I was developing a Binary Class that uses three-state booleans to create an array with a clear delimiter (I didn’t want to use vector because I’m stuborn and the code I am using will be transported to an Arduino, which I do not know whether or not it has the std library). Here is the enumeration I used:
enum tribool { DELIM = -1, FALSE, TRUE };
I was developing the Copy Constructor (or Move Constructor, I forgot the difference) of the Binary Class and on "triboolList[i] = (const tribool)copyBinary.triboolList[i];" I was getting Warning C6386.
I looked at Microsoft Learn and I still didn’t understand the problem. I also looked at a stack overflow of this same issue; except the other person was having issues with this warning and std::fstream.

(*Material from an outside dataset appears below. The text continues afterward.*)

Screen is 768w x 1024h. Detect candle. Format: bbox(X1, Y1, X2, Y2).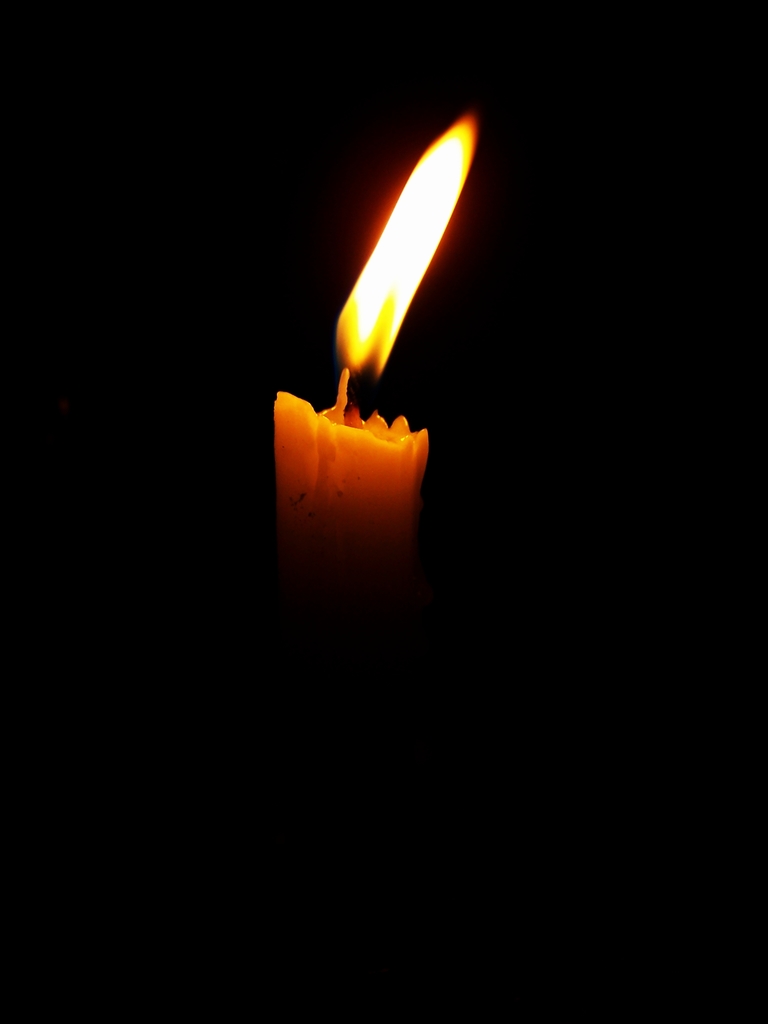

Image of the code because I was having issues with text formatting (Sorry in advance)
Edit: I should clarify that I haven’t found any runtime issues with the Copy Constructor yet, it’s just that the warning is concerning me a little bit
Edit 2: Nevermind, I found some issues. Here is a snippet of the error window: Error snippet
Binary::Binary(Binary& copyBinary, bool alias) { //I had to send a snippet because text formatting wasn't working
if (alias) {
triboolList = copyBinary.triboolList; //tribool List is defined as "tribool* triboolList;"
}
else {
triboolList = new tribool[triLength(copyBinary.triboolList)];
for (int i = 0; i < triLength(copyBinary.triboolList); i++) {
triboolList[i] = (const tribool)copyBinary.triboolList[i];
}
triboolList[triLength(copyBinary.triboolList)] = DELIM;
}
}
>Solution :
Replace the expression triLength(copyBinary.triboolList) by X:
triboolList = new tribool[X];
for (int i = 0; i < X; i++) {
triboolList[i] = (const tribool)copyBinary.triboolList[i];
}
triboolList[X] = DELIM;
You can now plainly see the error: it is illegal to access an array of size X at index X, since the last valid index is X-1.